Sunday, June 21, 2015

This morning I went to the Cherry Creek Trail..........just to enjoy the early morning air and to see what I could see........hoping, in particular, I suppose, I might find some dead good rocks, and, perhaps, a prairie dog skull or two (there are oodles of prairie dog holes there), or, even an ARROW HEAD!! You never know.......

As I walked I became more and more intrigued with the different designs for the prairie dog holes.......some looked as if they were designed by some prairie dog architect! As I looked at the different designs, I asked myself, 'Do prairie dogs help each other dig their tunnels? Are some more skilled than others? Do they build just one prairie dog home and live below for ever and a day?'

Fascinating creatures, aren't they? And I just love it when one tells the others that, "Hey, there's a nosey human hanging around. Get back inside your holes, pronto! He's trouble!"







As I stood over one hole, I was aware that the space was shared with a giant (relatively speaking) ant hill.


"Crikey," I thought, "the prairie dog is so much bigger than an ant.....................and yet, look at the size off the anthill!! WOW! Those ants really do work incredibly well together. WHAT a team effort!"

Then I remembered the book I wrote about ants, way back in the late 1970s, The story of the ant, published by Ladybird Press, and the things I learned during the research for the tome.


Available, I see, from Amazon and Ebay!!
The ant really is an an incredible creature, so tiny yet so strong, so determined, and so able to work in a team and build an incredible underground home of tunnels and food supply to support the queen who has the life of, well, a queen!! They have definite roles - workers do all the work, males look after the food collecting and the females ensure there are more and more generations of ants.

I remembered learning about how, when one ant finds a food supply, it'll come back and spread the news by embracing and regurgitating a very tiny amount of liquid that contains all the details another ant needs to find the food supply! I remembered the name of this process and then checked it with Wikipedia:
Trophallaxis /ˌtrfəlˈæksɪs/ is the transfer of food or other fluids among members of acommunity through mouth-to-mouth (stomodeal) or anus-to-mouth (proctodeal) feeding. It is most highly developed in social insects such as antstermiteswasps and bees. The word was introduced by the entomologist William Morton Wheeler in 1918. The behaviour was used in the past to support theories on the origin of sociality in insects.The Swiss psychologist and entomologist August Forel also believed that food sharing was key to ant society and he used an illustration of it as the frontispiece for his book The Social World of the Ants Compared with that of Man.

Oh, then there's the nuptial flight towards the end of the summer when they take off on the nuptial flight and mate in the air!!

Yep, quite a creature - made me think a lot.

Consequently, it turned out to be quite a walk. Oh, and, yes, I found a couple pieces of petrified wood that had crystals set in them. Very beautiful.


Pictures are to be omitted, and every entry below is to be restated exactly.

WORKING DATA =>
■ ■ ■ ■ ■ ■ ■

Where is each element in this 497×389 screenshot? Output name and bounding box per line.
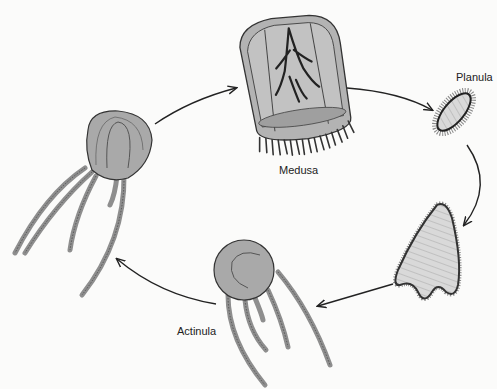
label-planula: Planula bbox=[456, 71, 493, 83]
planula-illustration bbox=[427, 84, 480, 141]
arrow-planula-to-polyp bbox=[464, 145, 480, 225]
label-actinula: Actinula bbox=[177, 325, 216, 337]
arrow-actinula-to-juvenile bbox=[117, 259, 216, 304]
arrow-polyp-to-actinula bbox=[318, 284, 393, 306]
arrow-medusa-to-planula bbox=[347, 88, 432, 110]
label-medusa: Medusa bbox=[279, 164, 318, 176]
medusa-illustration bbox=[237, 10, 356, 162]
actinula-illustration bbox=[214, 240, 330, 385]
polyp-illustration bbox=[395, 204, 459, 299]
juvenile-medusa-illustration bbox=[15, 111, 152, 295]
arrow-juvenile-to-medusa bbox=[155, 88, 236, 124]
life-cycle-diagram bbox=[0, 0, 497, 389]
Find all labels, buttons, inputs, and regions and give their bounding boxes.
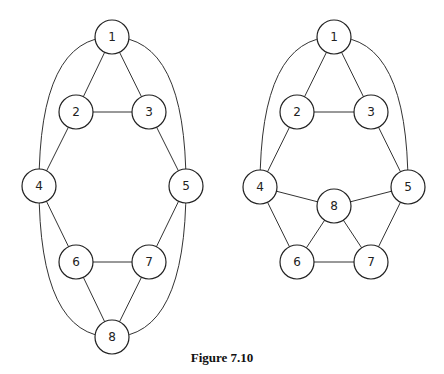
node-label: 2 (293, 105, 301, 119)
node-label: 4 (35, 179, 43, 193)
node-2: 2 (59, 95, 93, 129)
node-7: 7 (132, 245, 166, 279)
node-4: 4 (243, 170, 277, 204)
node-4: 4 (22, 169, 56, 203)
node-label: 1 (108, 30, 116, 44)
node-label: 1 (330, 30, 338, 44)
right-graph: 12345867 (243, 20, 425, 279)
node-5: 5 (391, 170, 425, 204)
node-label: 6 (72, 255, 80, 269)
node-label: 8 (108, 330, 116, 344)
node-label: 3 (145, 105, 153, 119)
node-7: 7 (354, 245, 388, 279)
node-3: 3 (354, 95, 388, 129)
node-1: 1 (95, 20, 129, 54)
node-6: 6 (280, 245, 314, 279)
node-label: 6 (293, 255, 301, 269)
node-5: 5 (169, 169, 203, 203)
node-2: 2 (280, 95, 314, 129)
node-6: 6 (59, 245, 93, 279)
node-label: 7 (367, 255, 375, 269)
figure-caption: Figure 7.10 (0, 350, 444, 366)
node-label: 3 (367, 105, 375, 119)
figure-canvas: 12345678 12345867 (0, 0, 444, 374)
node-label: 7 (145, 255, 153, 269)
node-8: 8 (317, 189, 351, 223)
node-label: 2 (72, 105, 80, 119)
node-label: 5 (404, 180, 412, 194)
node-label: 8 (330, 199, 338, 213)
node-label: 5 (182, 179, 190, 193)
node-3: 3 (132, 95, 166, 129)
node-8: 8 (95, 320, 129, 354)
left-graph: 12345678 (22, 20, 203, 354)
node-1: 1 (317, 20, 351, 54)
node-label: 4 (256, 180, 264, 194)
edges (39, 37, 186, 337)
edges (260, 37, 408, 262)
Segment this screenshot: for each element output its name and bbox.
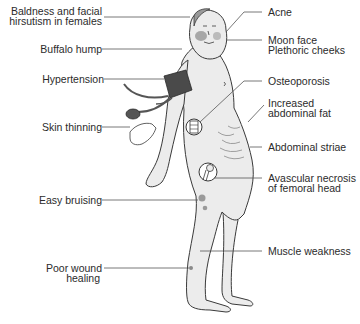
plethoric-cheek xyxy=(195,31,207,41)
label-buffalo-hump: Buffalo hump xyxy=(40,44,102,54)
wound xyxy=(189,266,193,270)
cushing-syndrome-diagram: Baldness and facial hirsutism in females… xyxy=(0,0,360,324)
label-abdominal-fat: Increased abdominal fat xyxy=(268,98,331,118)
label-easy-bruising: Easy bruising xyxy=(39,195,102,205)
label-skin-thinning: Skin thinning xyxy=(42,122,102,132)
body xyxy=(146,10,253,312)
label-poor-wound-healing: Poor wound healing xyxy=(46,263,102,283)
bruise xyxy=(203,206,208,211)
label-abdominal-striae: Abdominal striae xyxy=(268,142,346,152)
pinching-hand xyxy=(130,123,156,144)
label-baldness: Baldness and facial hirsutism in females xyxy=(9,6,102,26)
label-avascular-necrosis: Avascular necrosis of femoral head xyxy=(268,173,356,193)
label-osteoporosis: Osteoporosis xyxy=(268,76,330,86)
pressure-bulb xyxy=(126,109,140,119)
label-muscle-weakness: Muscle weakness xyxy=(268,246,351,256)
label-acne: Acne xyxy=(268,7,292,17)
label-hypertension: Hypertension xyxy=(42,74,104,84)
plethoric-cheek xyxy=(213,32,221,40)
bruise xyxy=(199,195,206,202)
label-moon-face: Moon face Plethoric cheeks xyxy=(268,35,345,55)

■ ■ ■ ■ ■ ■ ■

SOLUTION TO THE EXERCISE =>
Where is each element in this 497×389 screenshot? Output name and bounding box per line.
label-planula: Planula bbox=[456, 71, 493, 83]
planula-illustration bbox=[427, 84, 480, 141]
arrow-planula-to-polyp bbox=[464, 145, 480, 225]
label-actinula: Actinula bbox=[177, 325, 216, 337]
arrow-actinula-to-juvenile bbox=[117, 259, 216, 304]
arrow-polyp-to-actinula bbox=[318, 284, 393, 306]
arrow-medusa-to-planula bbox=[347, 88, 432, 110]
label-medusa: Medusa bbox=[279, 164, 318, 176]
medusa-illustration bbox=[237, 10, 356, 162]
actinula-illustration bbox=[214, 240, 330, 385]
polyp-illustration bbox=[395, 204, 459, 299]
juvenile-medusa-illustration bbox=[15, 111, 152, 295]
arrow-juvenile-to-medusa bbox=[155, 88, 236, 124]
life-cycle-diagram bbox=[0, 0, 497, 389]
Find all labels, buttons, inputs, and regions and give their bounding boxes.
node-label: 2 (293, 105, 301, 119)
node-label: 4 (35, 179, 43, 193)
node-2: 2 (59, 95, 93, 129)
node-7: 7 (132, 245, 166, 279)
node-4: 4 (243, 170, 277, 204)
node-4: 4 (22, 169, 56, 203)
node-label: 1 (108, 30, 116, 44)
node-label: 1 (330, 30, 338, 44)
right-graph: 12345867 (243, 20, 425, 279)
node-5: 5 (391, 170, 425, 204)
node-label: 6 (72, 255, 80, 269)
node-label: 8 (108, 330, 116, 344)
node-label: 3 (145, 105, 153, 119)
node-7: 7 (354, 245, 388, 279)
node-3: 3 (354, 95, 388, 129)
node-1: 1 (95, 20, 129, 54)
node-6: 6 (280, 245, 314, 279)
node-label: 6 (293, 255, 301, 269)
node-5: 5 (169, 169, 203, 203)
node-2: 2 (280, 95, 314, 129)
node-6: 6 (59, 245, 93, 279)
node-label: 7 (367, 255, 375, 269)
figure-caption: Figure 7.10 (0, 350, 444, 366)
node-label: 3 (367, 105, 375, 119)
figure-canvas: 12345678 12345867 (0, 0, 444, 374)
node-label: 7 (145, 255, 153, 269)
node-8: 8 (317, 189, 351, 223)
node-label: 2 (72, 105, 80, 119)
node-label: 5 (404, 180, 412, 194)
node-label: 8 (330, 199, 338, 213)
node-label: 5 (182, 179, 190, 193)
node-3: 3 (132, 95, 166, 129)
node-8: 8 (95, 320, 129, 354)
left-graph: 12345678 (22, 20, 203, 354)
node-1: 1 (317, 20, 351, 54)
node-label: 4 (256, 180, 264, 194)
edges (39, 37, 186, 337)
edges (260, 37, 408, 262)
Segment this screenshot: for each element output its name and bbox.
plethoric-cheek xyxy=(195,31,207,41)
label-buffalo-hump: Buffalo hump xyxy=(40,44,102,54)
wound xyxy=(189,266,193,270)
cushing-syndrome-diagram: Baldness and facial hirsutism in females… xyxy=(0,0,360,324)
label-abdominal-fat: Increased abdominal fat xyxy=(268,98,331,118)
label-easy-bruising: Easy bruising xyxy=(39,195,102,205)
label-skin-thinning: Skin thinning xyxy=(42,122,102,132)
body xyxy=(146,10,253,312)
label-poor-wound-healing: Poor wound healing xyxy=(46,263,102,283)
bruise xyxy=(203,206,208,211)
label-abdominal-striae: Abdominal striae xyxy=(268,142,346,152)
pinching-hand xyxy=(130,123,156,144)
label-baldness: Baldness and facial hirsutism in females xyxy=(9,6,102,26)
label-avascular-necrosis: Avascular necrosis of femoral head xyxy=(268,173,356,193)
label-osteoporosis: Osteoporosis xyxy=(268,76,330,86)
pressure-bulb xyxy=(126,109,140,119)
label-muscle-weakness: Muscle weakness xyxy=(268,246,351,256)
label-acne: Acne xyxy=(268,7,292,17)
label-hypertension: Hypertension xyxy=(42,74,104,84)
plethoric-cheek xyxy=(213,32,221,40)
bruise xyxy=(199,195,206,202)
label-moon-face: Moon face Plethoric cheeks xyxy=(268,35,345,55)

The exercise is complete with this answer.